The mid-Pleistocene transition (MPT), approximately 1.25 to 0.85 million years ago, was a period during which the glacial cycle changed from 41,000 years to 100,000 years in duration. It is widely believed that the cause of the MPT was a slowdown of deep ocean circulation punctuated by a collapse at about 0.90 million years ago. Hines et al. found no evidence of a dramatic change in deep ocean circulation over the MPT, only modest ocean circulation adjustments. Their data also illustrate how the deep ocean is able to sequester carbon dioxide without substantial changes in circulation geometry. —Jesse Smith

Abstract

The mid-Pleistocene transition (MPT) [~1.25 to 0.85 million years ago (Ma)] marks a shift in the character of glacial-interglacial climate (1, 2). One prevailing hypothesis for the origin of the MPT is that glacial deep ocean circulation fundamentally changed, marked by a circulation “crisis” at ~0.90 Ma (marine isotope stages 24 to 22) (3).
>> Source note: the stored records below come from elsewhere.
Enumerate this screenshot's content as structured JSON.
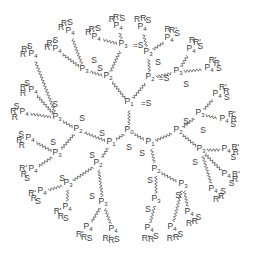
{
  "diagram": {
    "type": "phosphorus dendrimer structure",
    "core": "P0",
    "bond_color": "#555555",
    "text_color": "#3a3a3a",
    "nodes": [
      {
        "id": "P0",
        "label": "P",
        "sub": "0",
        "x": 129,
        "y": 131,
        "gen": 0
      },
      {
        "id": "P0S",
        "label": "S",
        "sub": "",
        "x": 129,
        "y": 147,
        "gen": -1
      },
      {
        "id": "P1a",
        "label": "P",
        "sub": "1",
        "x": 129,
        "y": 103,
        "gen": 1
      },
      {
        "id": "P1aS",
        "label": "=S",
        "sub": "",
        "x": 146,
        "y": 103,
        "gen": -1
      },
      {
        "id": "P1b",
        "label": "P",
        "sub": "1",
        "x": 111,
        "y": 143,
        "gen": 1
      },
      {
        "id": "P1bS",
        "label": "S",
        "sub": "",
        "x": 102,
        "y": 133,
        "gen": -1
      },
      {
        "id": "P1c",
        "label": "P",
        "sub": "1",
        "x": 150,
        "y": 143,
        "gen": 1
      },
      {
        "id": "P1cS",
        "label": "S",
        "sub": "",
        "x": 142,
        "y": 153,
        "gen": -1
      },
      {
        "id": "P2a",
        "label": "P",
        "sub": "2",
        "x": 108,
        "y": 77,
        "gen": 2
      },
      {
        "id": "P2aS",
        "label": "S",
        "sub": "",
        "x": 100,
        "y": 68,
        "gen": -1
      },
      {
        "id": "P2b",
        "label": "P",
        "sub": "2",
        "x": 150,
        "y": 78,
        "gen": 2
      },
      {
        "id": "P2bS",
        "label": "=S",
        "sub": "",
        "x": 164,
        "y": 78,
        "gen": -1
      },
      {
        "id": "P2c",
        "label": "P",
        "sub": "2",
        "x": 78,
        "y": 130,
        "gen": 2
      },
      {
        "id": "P2cS",
        "label": "S",
        "sub": "",
        "x": 82,
        "y": 118,
        "gen": -1
      },
      {
        "id": "P2d",
        "label": "P",
        "sub": "2",
        "x": 98,
        "y": 164,
        "gen": 2
      },
      {
        "id": "P2dS",
        "label": "S",
        "sub": "",
        "x": 92,
        "y": 155,
        "gen": -1
      },
      {
        "id": "P2e",
        "label": "P",
        "sub": "2",
        "x": 178,
        "y": 131,
        "gen": 2
      },
      {
        "id": "P2eS",
        "label": "S",
        "sub": "",
        "x": 186,
        "y": 121,
        "gen": -1
      },
      {
        "id": "P2f",
        "label": "P",
        "sub": "2",
        "x": 156,
        "y": 170,
        "gen": 2
      },
      {
        "id": "P2fS",
        "label": "S",
        "sub": "",
        "x": 150,
        "y": 180,
        "gen": -1
      },
      {
        "id": "P3a",
        "label": "P",
        "sub": "3",
        "x": 84,
        "y": 70,
        "gen": 3
      },
      {
        "id": "P3aS",
        "label": "S",
        "sub": "",
        "x": 94,
        "y": 60,
        "gen": -1
      },
      {
        "id": "P3b",
        "label": "P",
        "sub": "3",
        "x": 123,
        "y": 45,
        "gen": 3
      },
      {
        "id": "P3bS",
        "label": "=S",
        "sub": "",
        "x": 138,
        "y": 45,
        "gen": -1
      },
      {
        "id": "P3c",
        "label": "P",
        "sub": "3",
        "x": 148,
        "y": 53,
        "gen": 3
      },
      {
        "id": "P3cS",
        "label": "S",
        "sub": "",
        "x": 158,
        "y": 62,
        "gen": -1
      },
      {
        "id": "P3d",
        "label": "P",
        "sub": "3",
        "x": 178,
        "y": 72,
        "gen": 3
      },
      {
        "id": "P3dS",
        "label": "S",
        "sub": "",
        "x": 186,
        "y": 84,
        "gen": -1
      },
      {
        "id": "P3e",
        "label": "P",
        "sub": "3",
        "x": 57,
        "y": 118,
        "gen": 3
      },
      {
        "id": "P3eS",
        "label": "S",
        "sub": "",
        "x": 55,
        "y": 104,
        "gen": -1
      },
      {
        "id": "P3f",
        "label": "P",
        "sub": "3",
        "x": 57,
        "y": 154,
        "gen": 3
      },
      {
        "id": "P3fS",
        "label": "S",
        "sub": "",
        "x": 53,
        "y": 142,
        "gen": -1
      },
      {
        "id": "P3g",
        "label": "P",
        "sub": "3",
        "x": 103,
        "y": 203,
        "gen": 3
      },
      {
        "id": "P3gS",
        "label": "S",
        "sub": "",
        "x": 92,
        "y": 196,
        "gen": -1
      },
      {
        "id": "P3h",
        "label": "P",
        "sub": "3",
        "x": 68,
        "y": 184,
        "gen": 3
      },
      {
        "id": "P3hS",
        "label": "S",
        "sub": "",
        "x": 62,
        "y": 178,
        "gen": -1
      },
      {
        "id": "P3i",
        "label": "P",
        "sub": "3",
        "x": 200,
        "y": 114,
        "gen": 3
      },
      {
        "id": "P3iS",
        "label": "S",
        "sub": "",
        "x": 203,
        "y": 130,
        "gen": -1
      },
      {
        "id": "P3j",
        "label": "P",
        "sub": "3",
        "x": 201,
        "y": 150,
        "gen": 3
      },
      {
        "id": "P3jS",
        "label": "S",
        "sub": "",
        "x": 195,
        "y": 162,
        "gen": -1
      },
      {
        "id": "P3k",
        "label": "P",
        "sub": "3",
        "x": 183,
        "y": 185,
        "gen": 3
      },
      {
        "id": "P3kS",
        "label": "S",
        "sub": "",
        "x": 178,
        "y": 195,
        "gen": -1
      },
      {
        "id": "P3l",
        "label": "P",
        "sub": "3",
        "x": 156,
        "y": 200,
        "gen": 3
      },
      {
        "id": "P3lS",
        "label": "S",
        "sub": "",
        "x": 148,
        "y": 209,
        "gen": -1
      }
    ],
    "terminals": [
      {
        "label": "P",
        "sub": "4",
        "x": 57,
        "y": 50,
        "groups": "R R' S"
      },
      {
        "label": "P",
        "sub": "4",
        "x": 70,
        "y": 32,
        "groups": "R R' S"
      },
      {
        "label": "P",
        "sub": "4",
        "x": 96,
        "y": 38,
        "groups": "R R' S"
      },
      {
        "label": "P",
        "sub": "4",
        "x": 118,
        "y": 27,
        "groups": "R R' S"
      },
      {
        "label": "P",
        "sub": "4",
        "x": 142,
        "y": 28,
        "groups": "R' R S"
      },
      {
        "label": "P",
        "sub": "4",
        "x": 169,
        "y": 39,
        "groups": "R R' S"
      },
      {
        "label": "P",
        "sub": "4",
        "x": 191,
        "y": 50,
        "groups": "R R' S"
      },
      {
        "label": "P",
        "sub": "4",
        "x": 209,
        "y": 69,
        "groups": "R' R S"
      },
      {
        "label": "P",
        "sub": "4",
        "x": 33,
        "y": 55,
        "groups": "R R' S"
      },
      {
        "label": "P",
        "sub": "4",
        "x": 33,
        "y": 91,
        "groups": "R R' S"
      },
      {
        "label": "P",
        "sub": "4",
        "x": 24,
        "y": 113,
        "groups": "R R' S"
      },
      {
        "label": "P",
        "sub": "4",
        "x": 30,
        "y": 139,
        "groups": "R R' S"
      },
      {
        "label": "P",
        "sub": "4",
        "x": 33,
        "y": 170,
        "groups": "S R R'"
      },
      {
        "label": "P",
        "sub": "4",
        "x": 42,
        "y": 192,
        "groups": "S R R'"
      },
      {
        "label": "P",
        "sub": "4",
        "x": 67,
        "y": 208,
        "groups": "S R R'"
      },
      {
        "label": "P",
        "sub": "4",
        "x": 88,
        "y": 228,
        "groups": "S R R'"
      },
      {
        "label": "P",
        "sub": "4",
        "x": 113,
        "y": 230,
        "groups": "S R R'"
      },
      {
        "label": "P",
        "sub": "4",
        "x": 149,
        "y": 229,
        "groups": "S R R'"
      },
      {
        "label": "P",
        "sub": "4",
        "x": 172,
        "y": 228,
        "groups": "S R R'"
      },
      {
        "label": "P",
        "sub": "4",
        "x": 189,
        "y": 213,
        "groups": "S R R'"
      },
      {
        "label": "P",
        "sub": "4",
        "x": 213,
        "y": 190,
        "groups": "S R R'"
      },
      {
        "label": "P",
        "sub": "4",
        "x": 226,
        "y": 175,
        "groups": "R' R S"
      },
      {
        "label": "P",
        "sub": "4",
        "x": 226,
        "y": 150,
        "groups": "R' R S"
      },
      {
        "label": "P",
        "sub": "4",
        "x": 224,
        "y": 120,
        "groups": "R' R S"
      },
      {
        "label": "P",
        "sub": "4",
        "x": 217,
        "y": 95,
        "groups": "R' R S"
      }
    ],
    "bonds": [
      [
        "P0",
        "P1a"
      ],
      [
        "P0",
        "P1b"
      ],
      [
        "P0",
        "P1c"
      ],
      [
        "P1a",
        "P2a"
      ],
      [
        "P1a",
        "P2b"
      ],
      [
        "P1b",
        "P2c"
      ],
      [
        "P1b",
        "P2d"
      ],
      [
        "P1c",
        "P2e"
      ],
      [
        "P1c",
        "P2f"
      ],
      [
        "P2a",
        "P3a"
      ],
      [
        "P2a",
        "P3b"
      ],
      [
        "P2b",
        "P3c"
      ],
      [
        "P2b",
        "P3d"
      ],
      [
        "P2c",
        "P3e"
      ],
      [
        "P2c",
        "P3f"
      ],
      [
        "P2d",
        "P3g"
      ],
      [
        "P2d",
        "P3h"
      ],
      [
        "P2e",
        "P3i"
      ],
      [
        "P2e",
        "P3j"
      ],
      [
        "P2f",
        "P3k"
      ],
      [
        "P2f",
        "P3l"
      ]
    ],
    "terminal_bonds": [
      [
        "P3a",
        0
      ],
      [
        "P3a",
        1
      ],
      [
        "P3b",
        2
      ],
      [
        "P3b",
        3
      ],
      [
        "P3c",
        4
      ],
      [
        "P3c",
        5
      ],
      [
        "P3d",
        6
      ],
      [
        "P3d",
        7
      ],
      [
        "P3e",
        8
      ],
      [
        "P3e",
        9
      ],
      [
        "P3e",
        10
      ],
      [
        "P3f",
        11
      ],
      [
        "P3f",
        12
      ],
      [
        "P3h",
        13
      ],
      [
        "P3h",
        14
      ],
      [
        "P3g",
        15
      ],
      [
        "P3g",
        16
      ],
      [
        "P3l",
        17
      ],
      [
        "P3k",
        18
      ],
      [
        "P3k",
        19
      ],
      [
        "P3j",
        20
      ],
      [
        "P3j",
        21
      ],
      [
        "P3j",
        22
      ],
      [
        "P3i",
        23
      ],
      [
        "P3i",
        24
      ]
    ]
  }
}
Using high-resolution paired neodymium, carbon, and oxygen isotope data from the South Atlantic Ocean (Cape Basin) across the MPT, we find no evidence of a substantial change in deep ocean circulation. Before and during the early MPT (~1.30 to 1.12 Ma), the glacial deep ocean variability closely resembled that of the most recent glacial cycle. The carbon storage facilitated by developing deep ocean stratification across the MPT required only modest circulation adjustments.